We kept holding sex education classes in our little cell. But making him talk about the rest of his life was not easy, although his life story was worth listening to.

Haj Aqa and Haj Khanum had no children of their own. They fell head over heels in love with this pious young man and decided to get him a wife. First they bought him a little flat and furnished it. Then they started looking for a girl to his taste. Iqbal told Haj Khanum and Haj Aqa: “You are my guardians. If you come across a pious girl, get her for me. I don’t care for looks.”

But they insisted that Islam allows men and women to see each other prior to marriage and they took him with them on their matchmaking visits. First there would be lengthy discussions with the girl’s family. Then the girl would appear, wrapped up in a white chador. Iqbal rejected them all until it came to Zahra’s turn. She was fair like marble. Pretty like the moon.

Iqbal agreed to the marriage without hesitation and in the blink of an eye, he became a groom, entering the wedding chamber with the moon-faced girl. But Moonface turned out to be a pious girl in the truest sense of the word. She wouldn’t undress in front of her husband. Iqbal was not allowed to enter the bathroom while she was there because this was a sin. But the main adventure was on Friday nights. She would take a bath
89
and would accompany Iqbal to the Kumayl prayer ceremony. They would perform a lengthy prayer and weep and sob, asking God for forgiveness. When they returned, Moonface would insist that Iqbal should sleep with her. This religious duty has to be performed on Friday nights, except when the woman has her period. It has its own special rituals and prayers and Iqbal would oblige and perform them.

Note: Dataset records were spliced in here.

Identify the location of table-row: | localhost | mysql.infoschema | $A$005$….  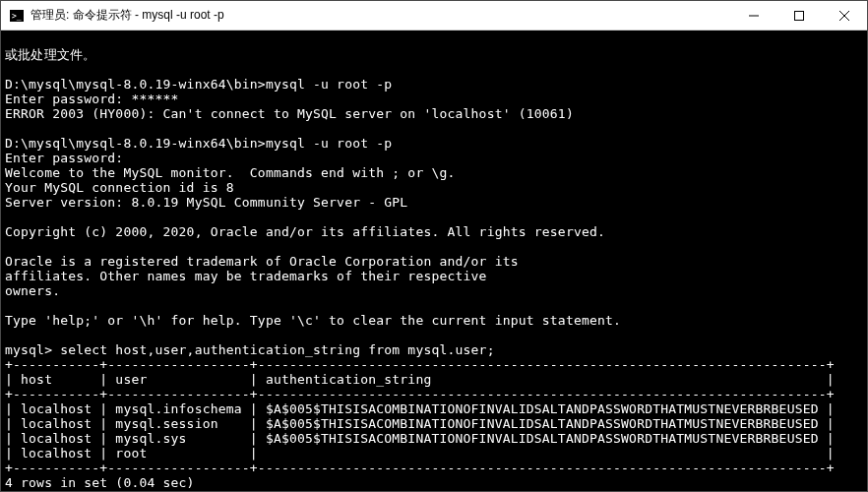
(419, 409).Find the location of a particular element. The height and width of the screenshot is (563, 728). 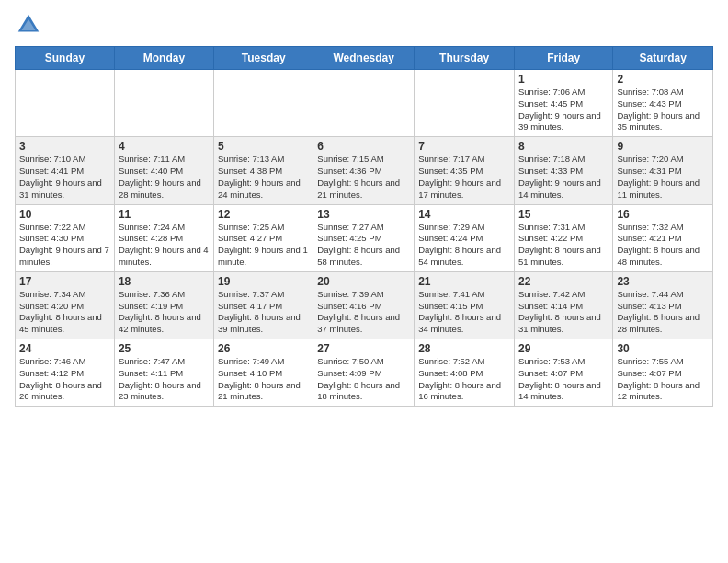

calendar-cell: 2Sunrise: 7:08 AM Sunset: 4:43 PM Daylig… is located at coordinates (664, 103).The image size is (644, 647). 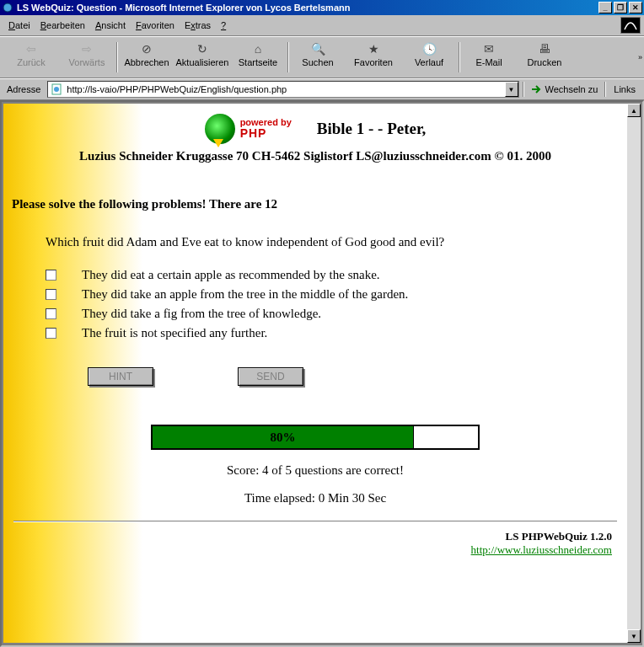 What do you see at coordinates (512, 89) in the screenshot?
I see `address-dropdown-icon: ▼` at bounding box center [512, 89].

But that was not the end of it. It was not only that the night in question had to be a Friday night, there were numerous conditions relating to the time and place that had to be taken into consideration. Every aspect of such matters is meticulously detailed in
The Ornament of the Righteous:

Do not have intercourse under a fruit tree because if a child is created, he would either become a torturer and killer or will lead the brutal and the unjust.

 

Do not have intercourse in sunlight. Pull the curtains or else, if a child is created, the child will always live in a bad state and worry until it dies.

 

Do not have intercourse in the middle of the call for prayers or else, if a child is created, it would not fear to shed blood.

 

Do not have intercourse on the rooftop or else, if a child is created, it would create divisions, be deceptive and would want to introduce unlawful innovations.

 

If you are intending to travel, do not have intercourse on the night prior to travel or else, if a child is created, he would become wasteful and wasteful people are Satan’s brothers. And if you are setting off on a journey that takes three days, do not have intercourse or else, if a child is created, he would become a supporter of those who are brutal and unjust.